* YOUR INSTRUCTIONS:
Each entry that follows is to be duplicated exactly, without its images.

* DATA LISTING:
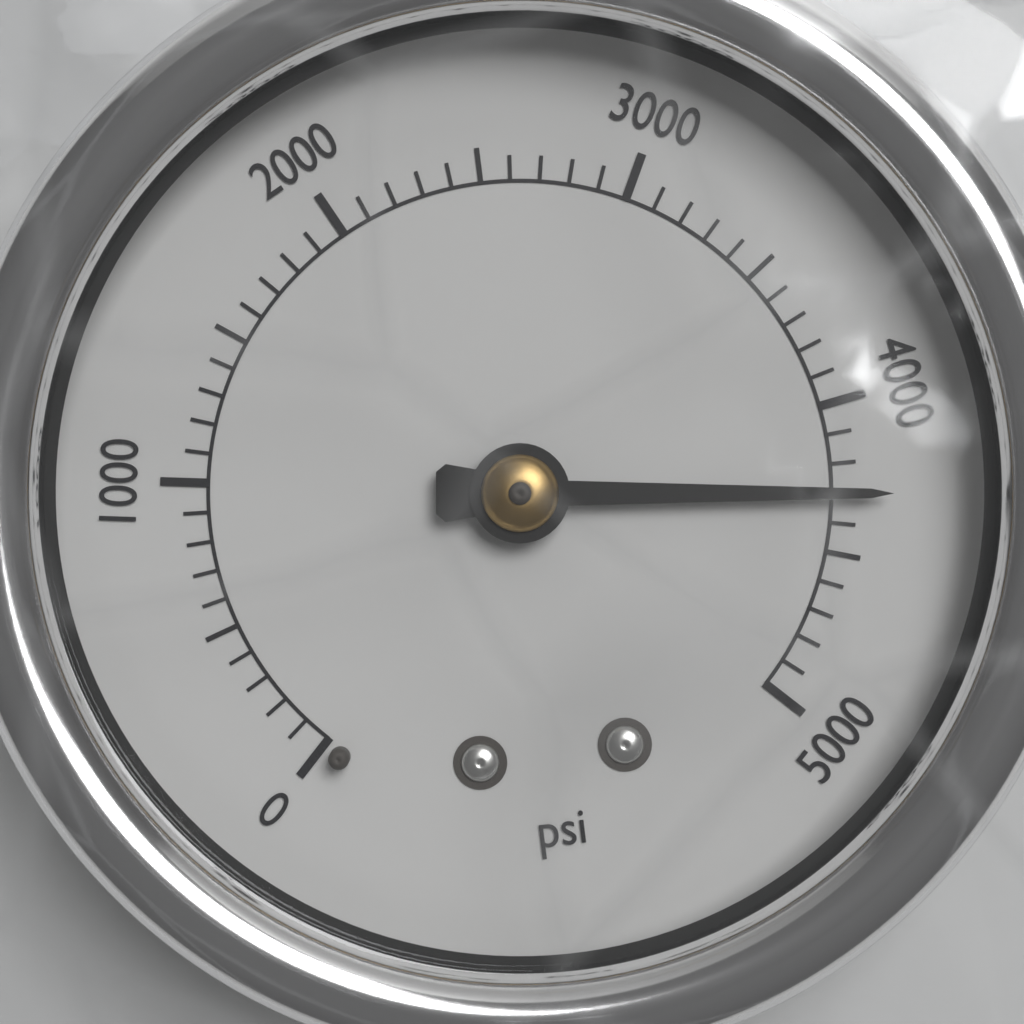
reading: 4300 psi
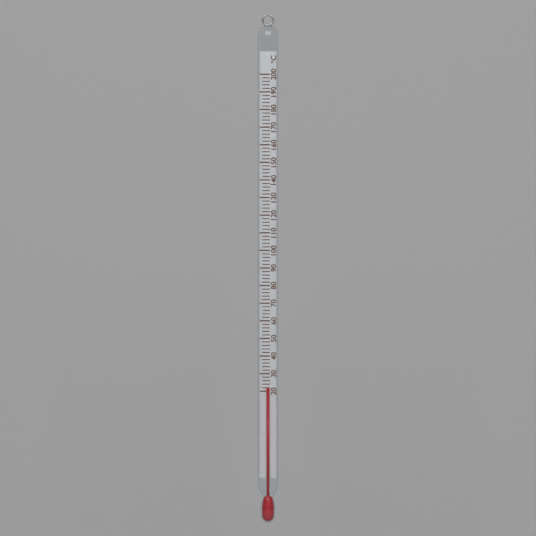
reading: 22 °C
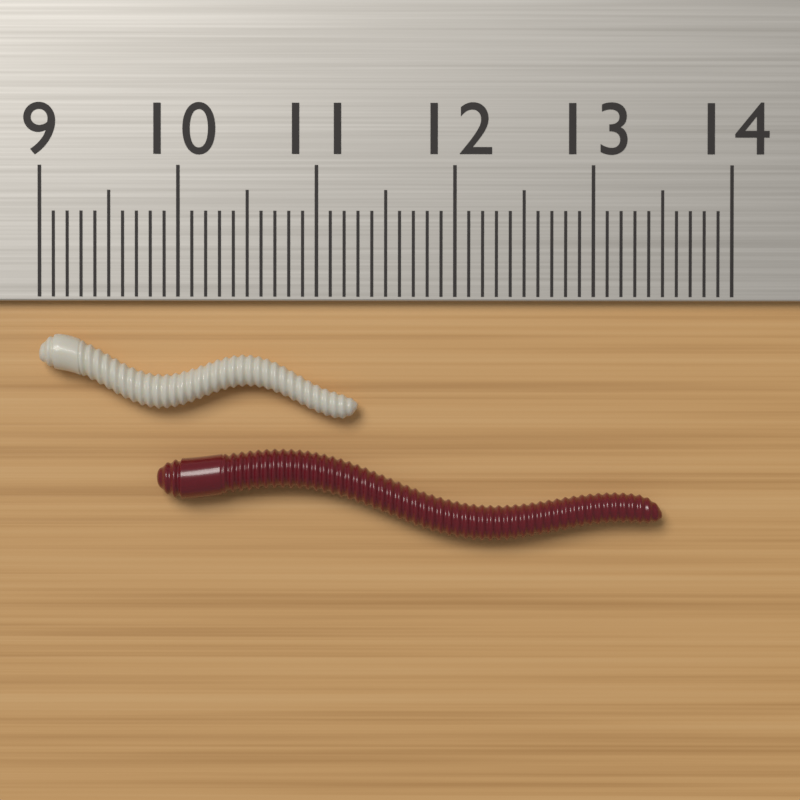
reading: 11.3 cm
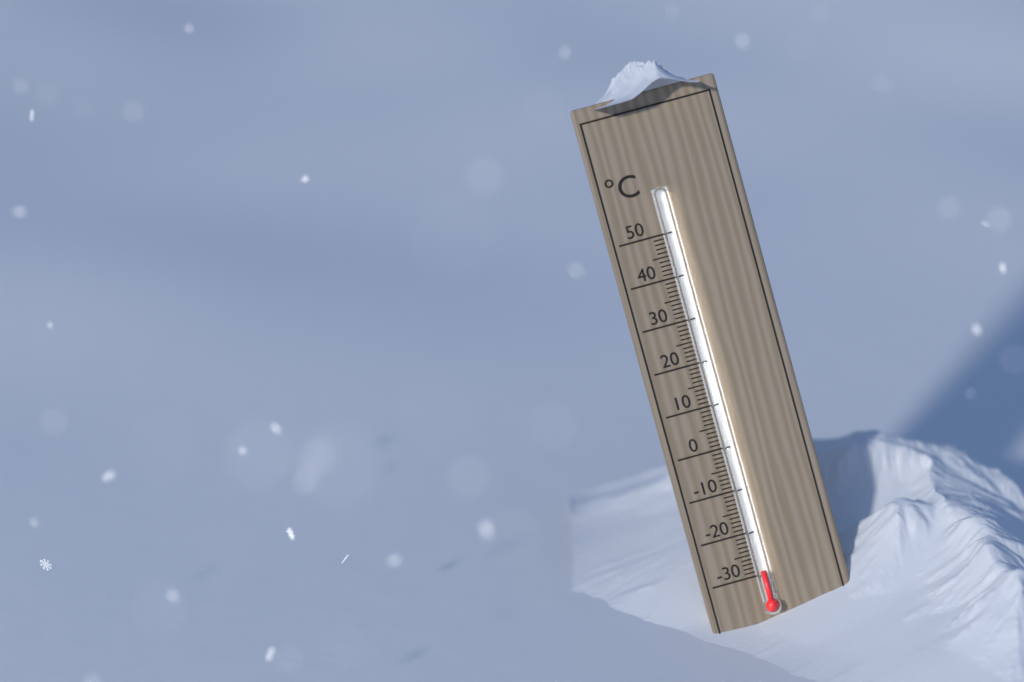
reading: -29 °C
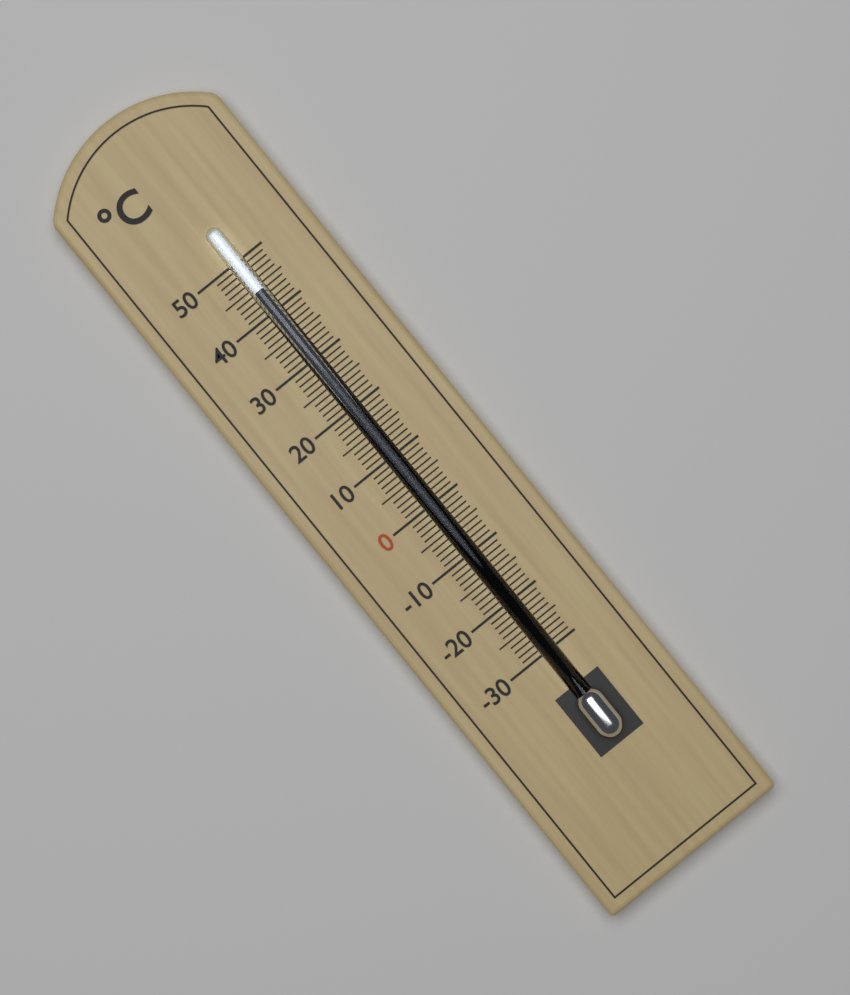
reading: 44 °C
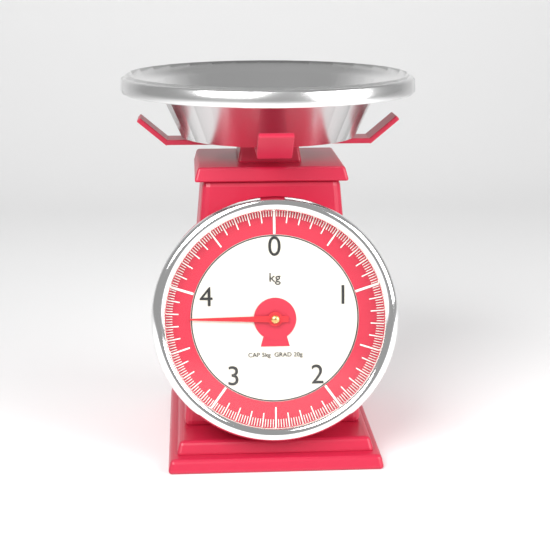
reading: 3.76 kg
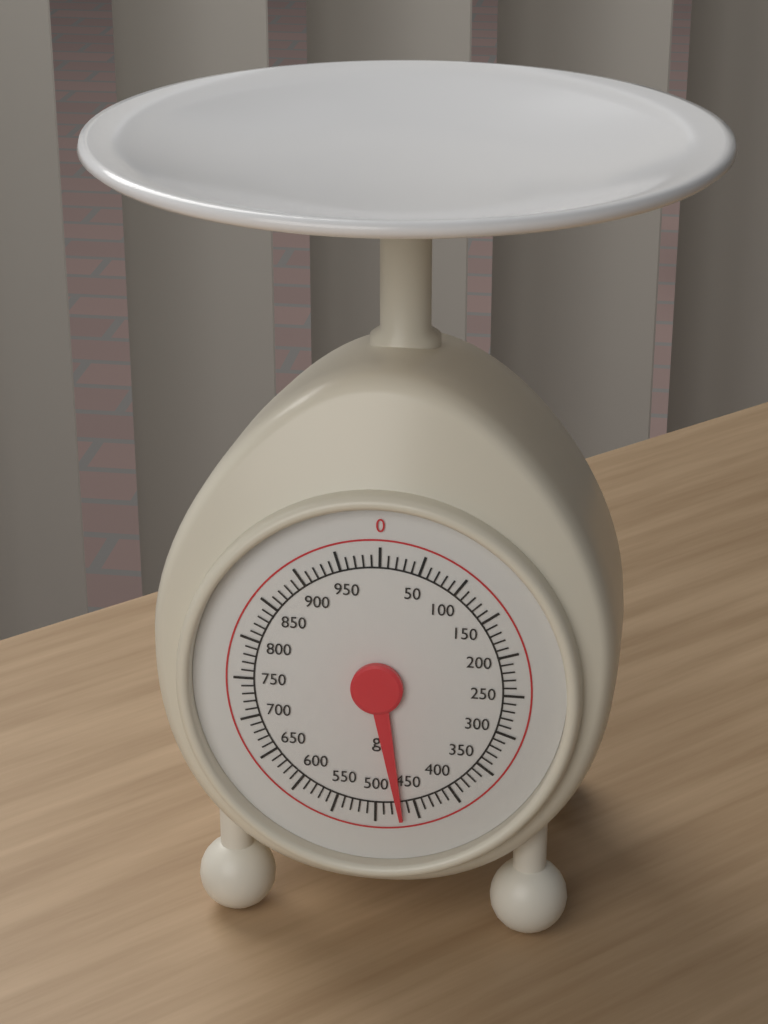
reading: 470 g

* ANSWER BELOW:
reading: 4300 psi
reading: 22 °C
reading: 11.3 cm
reading: -29 °C
reading: 44 °C
reading: 3.76 kg
reading: 470 g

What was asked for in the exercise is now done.